Items from a dataset:

_ _ _

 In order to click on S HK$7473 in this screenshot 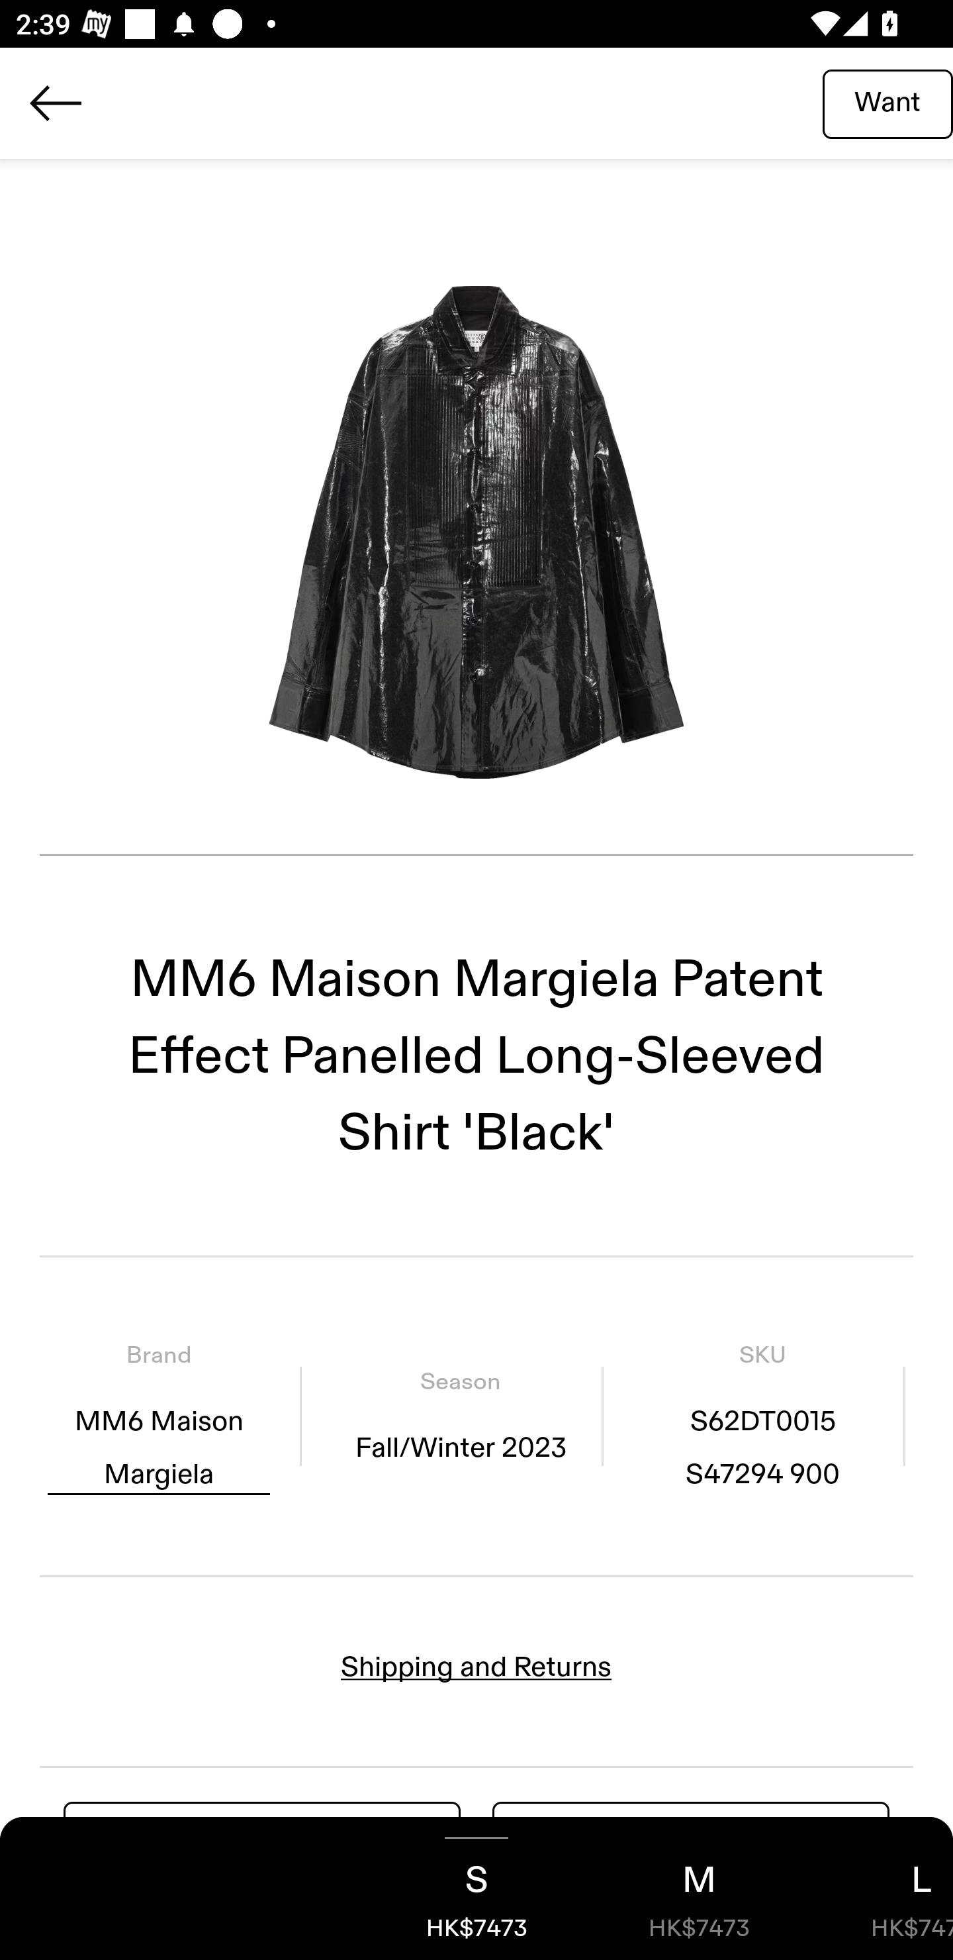, I will do `click(476, 1888)`.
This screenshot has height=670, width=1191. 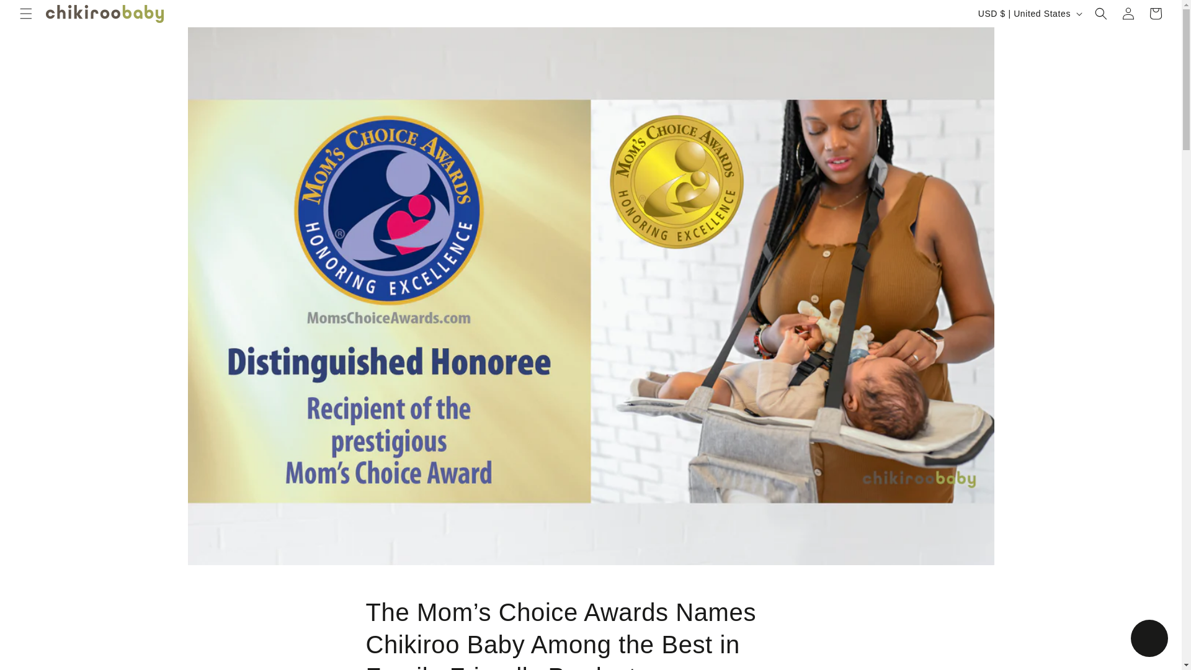 What do you see at coordinates (1156, 14) in the screenshot?
I see `Cart` at bounding box center [1156, 14].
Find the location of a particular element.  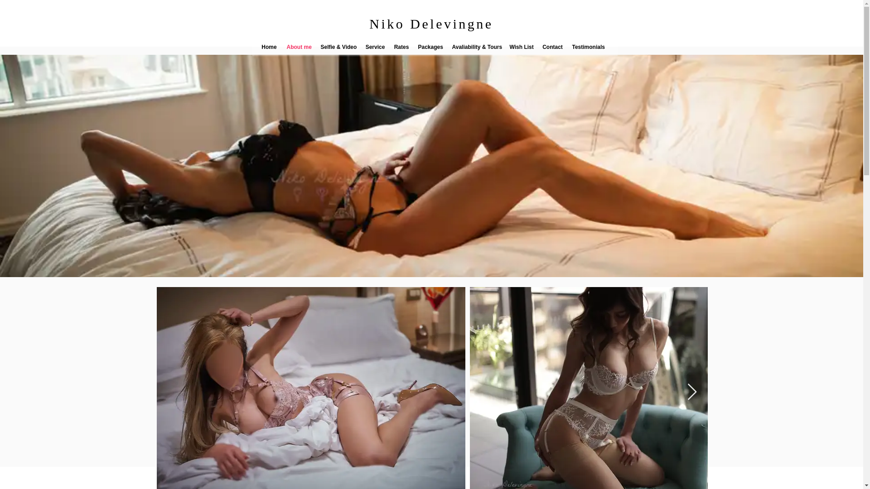

Wish List is located at coordinates (521, 47).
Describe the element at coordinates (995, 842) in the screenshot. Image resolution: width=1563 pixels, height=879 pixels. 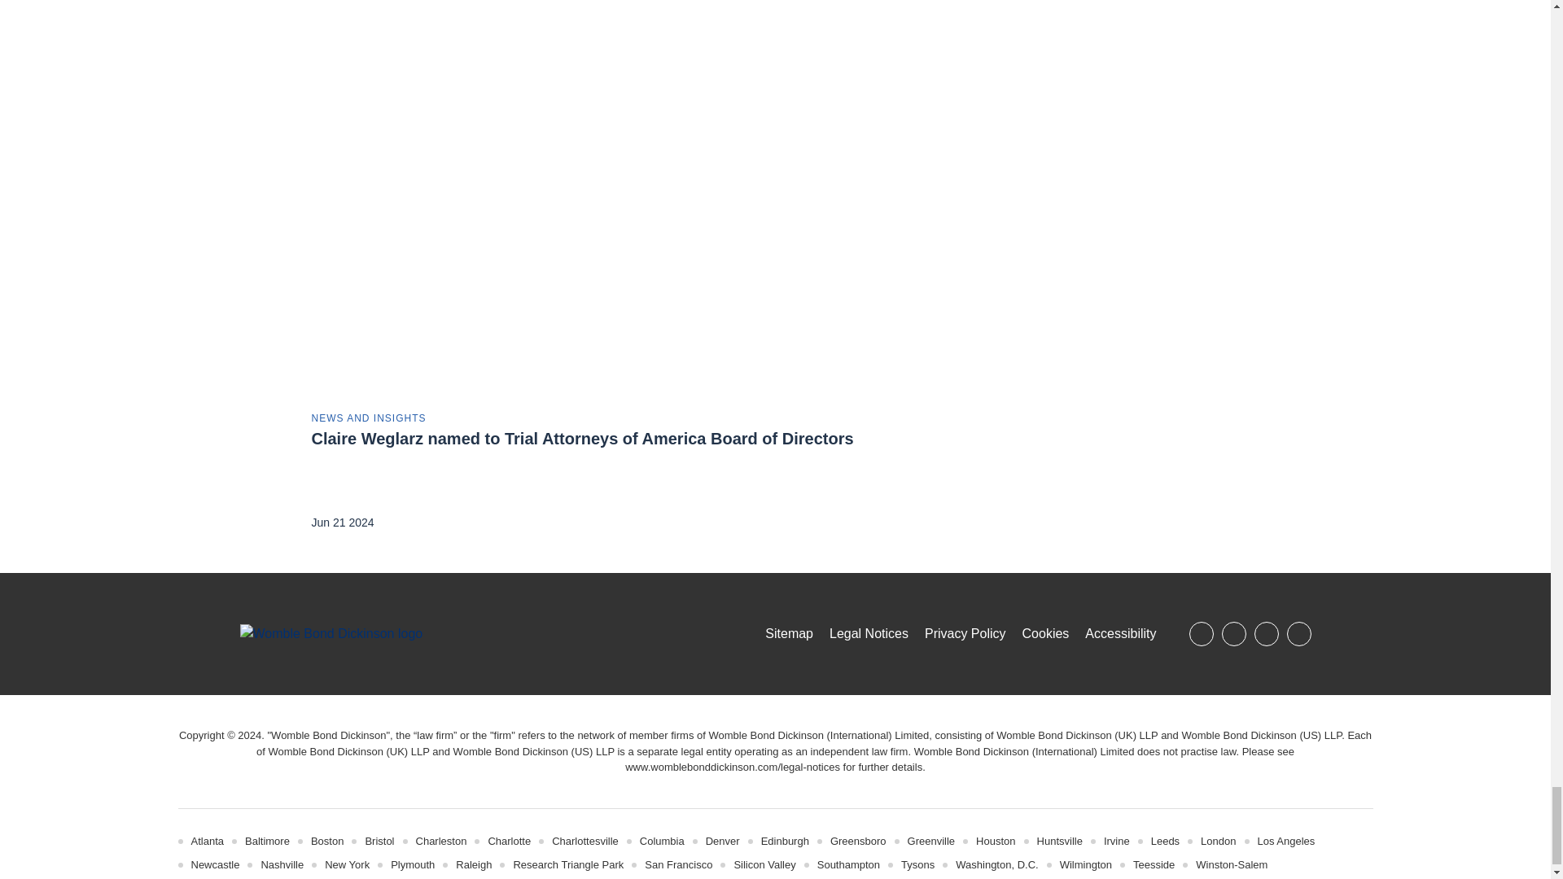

_ _ _

Task directions: In the data above, find the line with "Find the location of a particular element." and repeat it and every line after it through the end, exactly; leave the pictures out.

Answer box:
Find the location of a particular element.  

Wish List is located at coordinates (521, 47).
Describe the element at coordinates (995, 842) in the screenshot. Image resolution: width=1563 pixels, height=879 pixels. 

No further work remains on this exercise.